Middle school students in Indian Prairie District 204’s Project Arrow program are likely to see some changes next year, as the district is mulling some revisions to the program’s middle school English Language Arts curriculum.
Project Arrow is the district’s program for “academically talented students.” It’s offered at the elementary and middle school levels, and is meant to expand educational opportunities for students in the program through “differentiated instruction and learning experiences,” according to the district’s website.
The revisions to the program’s middle school English Language Arts, or ELA, classes were discussed at the district’s school board meeting on Monday, and are expected to come for a final vote in June. They would be implemented starting in the fall.
At the district’s school board meeting on Monday, Barbi Chisholm, the district’s director of middle school curriculum, said work on these revisions began a few school years back. The district initially piloted a different course resource, she said, but found it “wasn’t really meeting the needs of our courses of our teachers and our students.”
Then, this past school year, the district continued work on possible revisions, Chisholm said. It implemented a second pilot using an existing resource, CommonLit 360, and piloted some supplemental resources, as well as worked to finalize the scope and sequence of the course.
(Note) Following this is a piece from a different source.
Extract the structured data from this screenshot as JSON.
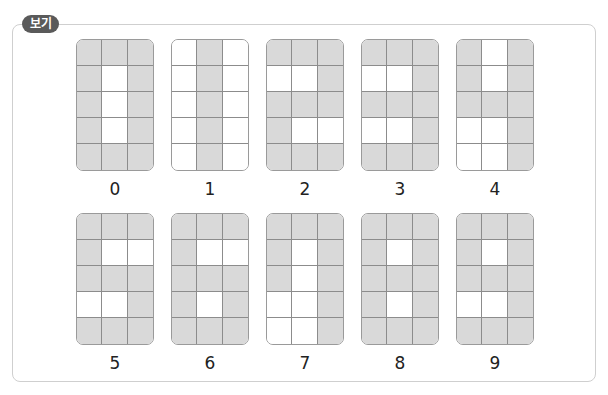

Now, for next school year, the district is seeking the board’s approval on new sequencing and scope for the curriculum and the purchase of some additional class texts and a new vocabulary resource.
The sixth-grade Project Arrow ELA course would feature a combination of sixth- and seventh-grade-level CommonLit 360 units, according to a district presentation. The curriculum would also feature a new text, Lois Lowry’s “The Giver.”
The seventh-grade course would include four eighth-grade-level CommonLit 360 units. Students would continue to read Charles Dickens’ “A Christmas Carol,” but the new curriculum would add “Twelve Angry Men” by Reginald Rose.
The district is also looking to have a whole class novel, according to Christine Webber, a district teacher who was part of the seventh-grade pilot, but options are still being discussed. It may be piloted next year, she said, with plans to implement that part of the curriculum during the 2027-28 school year.
The last unit for the year features “research and debate,” Webber said, and the district is planning to use existing book club titles that have been used in past years.
As for the eighth-grade Project Arrow curriculum for ELA, Kristen O’Toole, a district teacher who was part of the eighth-grade pilot, said the eighth-grade curriculum was more of a “refresh” than a revision.
The proposed curriculum change switches the order in which “Animal Farm” by George Orwell and “Hamlet” by William Shakespeare are read, and introduces some more recent nonfiction articles for the portion devoted to “Animal Farm,” to “show that these struggles … are still going on today,” O’Toole said.
The district is also looking to add “Antigone” by Sophocles to the unit on “Hamlet,” O’Toole noted, to help students “see the development of archetypes through classical literature.”
Eighth-graders in the Project Arrow program will continue to read Harper Lee’s “To Kill a Mockingbird,” the district presentation noted.
As part of the changes, the district is seeking the board’s approval to use CommonLit 360, an existing ELA resource the district has, and to implement the three new class texts and a new vocabulary resource, as the district’s existing resources are out of print and include “dated language,” per the district presentation.
That would come at a total cost of $115,000, per the district presentation.
The district is also working on some changes to the standard ELA course for seventh-graders. Chisholm, at the meeting, noted that curriculum work is not just done via the revision process undertaken every few years, but is ongoing.
At the meeting, district teacher Jessica Walsh described how, this past year, some members of the seventh- grade curriculum team piloted a new book club and made some changes to the grade’s other book club.
The way book clubs at D204 work is students choose from a varied list of books related to a unit’s theme, the district presentation noted. Students reading the same text form a “book club” within the classroom, while the class’ teacher provides structure and support.
“The shared reading experience and reading in community is one of the most valuable tools that we have,” Walsh said, adding that the book club format is one way students can “really build a lifelong love of reading.”
Walsh explained that the district — because students’ interests and attention spans are “changing rapidly” — opted to pilot some new titles for the existing seventh-grade book club, and are piloting a new book club for the seventh-grade course’s “Influential Voices” unit, which was added to the curriculum this past school year. The new unit looks at speeches and contains nonfiction texts, Walsh said.
The district initially included 11 texts in the pilot, according to the presentation on Monday, but has narrowed it down to nine texts students can choose from as part of the book club — including things like “I Am Malala” by Malala Yousafzai and Christina Lamb and “Life in Motion” by Misty Copeland.
That means seventh-graders in the standard ELA course will read one whole class novel and participate in two book clubs, the district presentation noted.
The district is looking to purchase five copies of each book per section for the seventh-grade book club, for a total cost of $18,000.